I was taught to blend.
We blended our voices in glee club; we blended in our navy blue uniforms. Years of Catholic school education taught me it was important to behave similarly. I listened to orchestras blend instruments to create harmonious music. I watched my mother masterfully blend seasonings to create a meal. I live in a country that prides itself on blending its cultures.
So what of Sam, the child who simply didn’t blend? My first inclination was to curb the behaviors that made him appear different.
So what of Sam, the child who simply didn’t blend? My first inclination was to curb the behaviors that made him appear different.
But Sam with his big rosy cheeks and impossibly bigger hair found it difficult to modify his behavior. After countless hours of ABA therapy, social groups, behavior incentives, and interventions I’ve long forgotten; in spite of Sam’s eagerness to please, he did not blend. I could look out at a pack of kids and pick out Sam in a nanosecond.
I redoubled my efforts to "suck the autism out of him" without stopping to wonder why it was so necessary. Finally after years of perceived failure, I wondered why it was important; how had it become the focus of our lives?
I also remembered Sam's reluctance to blend his colors; how he chose color after color, placing them side-by-side, rarely blending just having them co-exist. His seemingly random technique always evolved into a harmonious whole. Though his work was far more abstract, his approach reminded me of the Georges Seurat paintings I'd studied long ago with individual dots of color, each important to the success of the overall image.
Maybe our answer lay in Sam's artwork. I began to think of our family: three very different people who managed to blend into a family, while retaining individuality – even liking our differences. Together we made a whole. Just like like those colors laid side by side in Sam's drawings: each color critical to the success of the completed whole.
I like to think Sam might one day be one of the colors in a Seurat painting that fascinated me so many years back. Up close, a bunch of random dots. Step back and the dots create entirely new colors and a beautiful image emerges. That is what I hope for Sam: retaining his individual “color” while blending together into the canvas of a harmoniously diverse community.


(Required action): Where does the word "JSON" appear in the data? Copy every line that holds it.

(Data for processing begins)

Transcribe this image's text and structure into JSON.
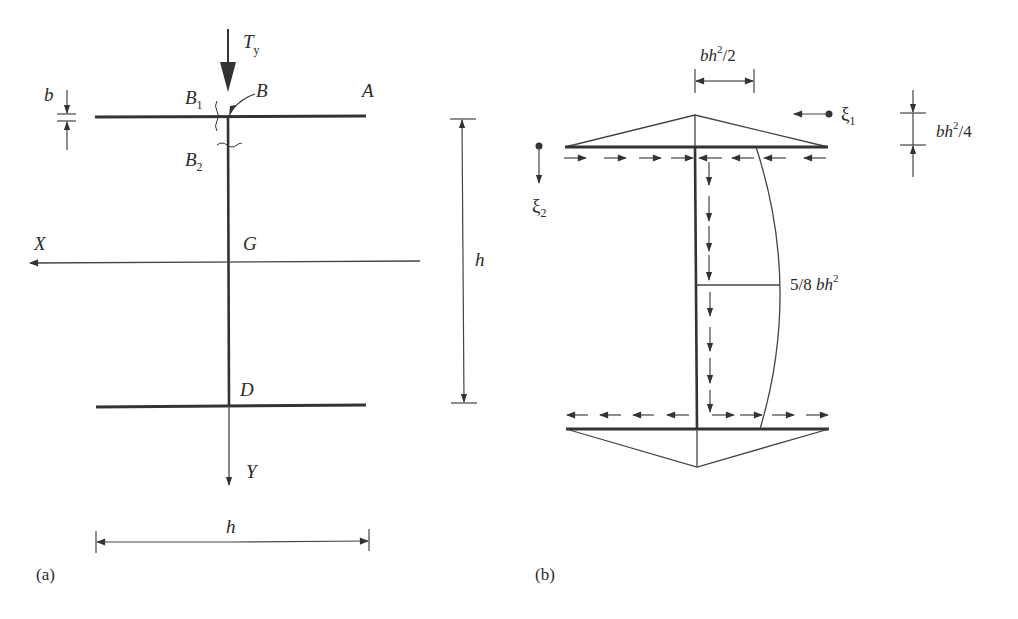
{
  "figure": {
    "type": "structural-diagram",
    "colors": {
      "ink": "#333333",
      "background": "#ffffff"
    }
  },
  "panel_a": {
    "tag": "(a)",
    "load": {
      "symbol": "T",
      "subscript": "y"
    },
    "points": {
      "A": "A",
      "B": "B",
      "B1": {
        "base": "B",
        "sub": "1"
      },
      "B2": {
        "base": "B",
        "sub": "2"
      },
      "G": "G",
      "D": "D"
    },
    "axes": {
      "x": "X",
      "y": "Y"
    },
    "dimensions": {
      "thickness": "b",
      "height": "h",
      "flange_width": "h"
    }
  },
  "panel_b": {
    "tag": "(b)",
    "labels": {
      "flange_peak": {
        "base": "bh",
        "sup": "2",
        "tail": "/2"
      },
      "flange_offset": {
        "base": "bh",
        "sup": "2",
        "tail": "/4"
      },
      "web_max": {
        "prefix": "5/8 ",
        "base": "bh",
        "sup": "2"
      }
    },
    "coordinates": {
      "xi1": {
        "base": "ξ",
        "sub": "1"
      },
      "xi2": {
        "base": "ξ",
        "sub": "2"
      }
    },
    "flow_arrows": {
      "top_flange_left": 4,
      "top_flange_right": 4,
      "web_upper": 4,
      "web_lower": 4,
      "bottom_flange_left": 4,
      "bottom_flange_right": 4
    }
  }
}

(Data for processing ends)
(Data for processing begins)

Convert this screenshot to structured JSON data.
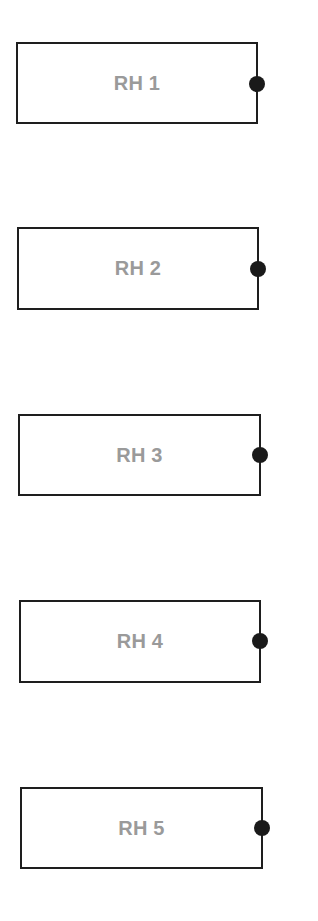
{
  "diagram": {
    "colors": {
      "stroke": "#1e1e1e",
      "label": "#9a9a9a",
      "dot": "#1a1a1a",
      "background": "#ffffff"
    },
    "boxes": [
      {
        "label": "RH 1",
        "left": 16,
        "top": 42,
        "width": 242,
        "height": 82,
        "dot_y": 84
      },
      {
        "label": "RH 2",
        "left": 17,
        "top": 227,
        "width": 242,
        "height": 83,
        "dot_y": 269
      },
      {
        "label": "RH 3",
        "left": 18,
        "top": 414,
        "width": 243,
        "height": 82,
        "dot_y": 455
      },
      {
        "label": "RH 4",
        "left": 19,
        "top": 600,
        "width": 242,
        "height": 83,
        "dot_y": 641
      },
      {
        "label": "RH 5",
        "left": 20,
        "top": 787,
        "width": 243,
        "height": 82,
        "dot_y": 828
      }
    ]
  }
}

(Data for processing ends)

(Written reply):
Transcribe this image's text and structure into JSON.
Convert this screenshot to structured JSON data.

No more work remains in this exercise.